Still others imagine “purity” as something more harmless, but no less normative. For them the conception of purity is central to imagining a perfect way of life: fitness, healthy food, no drugs, asceticism, hygiene, cosmetics, cosmetic surgery, etc

And finally some conceive “purity” as something wholly different: as an ethical ideal of human existence in accordance with the cosmos, for example, the purity of harmony as a long-term objective for overcoming the sense of captivity within our daily life.

On the other hand, many are open to experimentation, to questioning traditional conditions, and to disentangling themselves from existing dependencies. They are curious about the unfamiliar, about how the circumstances of life could be different, and therefore about change and new possibilities of self-determination such as democracy. Once again, even revolutions seem possible in different parts of world.

These people confess to lead a normal life with all its temptations. They are sceptical of any ideal/ideological conceptions of the world. They consider “the dirty” (the bastardly, the defiled, the hybrid, etc.) attractive: They let themselves be seduced, experiment with blendings and the unfamiliar, attempt self-indulgence, and risk obscenity. Here the arts can be a productive field of critical and subversive practice.

“Pure” and “dirty” are categories that are often used in the context of individual and collective identity building — although in very different ways. “Purity” may constitute a racial model (as in fascism) or the domination over others (as in any dictatorship). It may comprise an aseptic/unsullied way of life (as the “New Subject” in neo-liberalism) or a philosophical and ethical ideal (as in Daoism). In relation to these examples, “dirty” refers to strangers/non-members/outsiders, who aspire to self-determination, democracy and diversity, or to those who want to lead a contradictory, “uncontrolled” life, and to those who accept the limitations of human and tolerate greed, violence, and hatred.

Therefore our playing with identity building, which is becoming more and more complex and demanding within the context of transculturality and globalization, appears in these very diverse settings of “purity” and “dirtiness.” Using specific examples, the forthcoming lecture series and seminar aim to observe, analyze, and reflect on this fundamental problem. 

Lecture Series

Zurich: 22 Aug – 9 September / Hong Kong: 12 September – 7 November 2016

Closely associated with the semester program and various regional/national contexts, lectures will discuss the problems and questions emerging between the poles of purity and impurity.

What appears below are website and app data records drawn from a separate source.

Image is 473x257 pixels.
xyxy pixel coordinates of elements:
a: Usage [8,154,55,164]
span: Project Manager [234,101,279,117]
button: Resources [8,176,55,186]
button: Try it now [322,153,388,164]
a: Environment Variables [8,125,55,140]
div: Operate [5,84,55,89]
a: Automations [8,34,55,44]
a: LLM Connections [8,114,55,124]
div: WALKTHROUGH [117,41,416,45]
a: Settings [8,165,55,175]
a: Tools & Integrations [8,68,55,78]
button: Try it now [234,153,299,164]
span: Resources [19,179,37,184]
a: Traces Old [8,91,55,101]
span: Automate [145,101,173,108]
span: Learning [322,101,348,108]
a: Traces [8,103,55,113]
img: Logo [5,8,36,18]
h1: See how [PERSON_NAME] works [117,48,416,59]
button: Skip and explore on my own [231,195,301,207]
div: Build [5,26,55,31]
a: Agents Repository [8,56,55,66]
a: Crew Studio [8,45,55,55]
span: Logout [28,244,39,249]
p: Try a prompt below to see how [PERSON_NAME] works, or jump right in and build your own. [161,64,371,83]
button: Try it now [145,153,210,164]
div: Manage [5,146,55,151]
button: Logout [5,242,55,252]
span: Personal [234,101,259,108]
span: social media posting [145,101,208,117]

Speakers will explore specific examples and/or analyze specific terms.

Conference  at TNUA/ Taipei: 3-4 November 2016

Concluding the lecture series, this 1-2 day seminar will pursue the questions raised and no doubt add new ones. Involving a mixture of lectures and panel discussions, it will address the topics of the lecture series and critically explore, complement, and further develop discussion. On a second level, the conference will involve short presentations, workshops, and interventions, to enable participants to make individual observations and to share their experiences of transculturality. The lecture series will be devoted to the same guiding question as the conference: How might we progress beyond normative boundaries and heteronomy on a theoretical and practical level, in everyday life and politics, in the arts and in our thinking, no matter whether they are “pure” or “impure.” Our working assumption is that this can only happen within the context of experienced and reflected transculturality.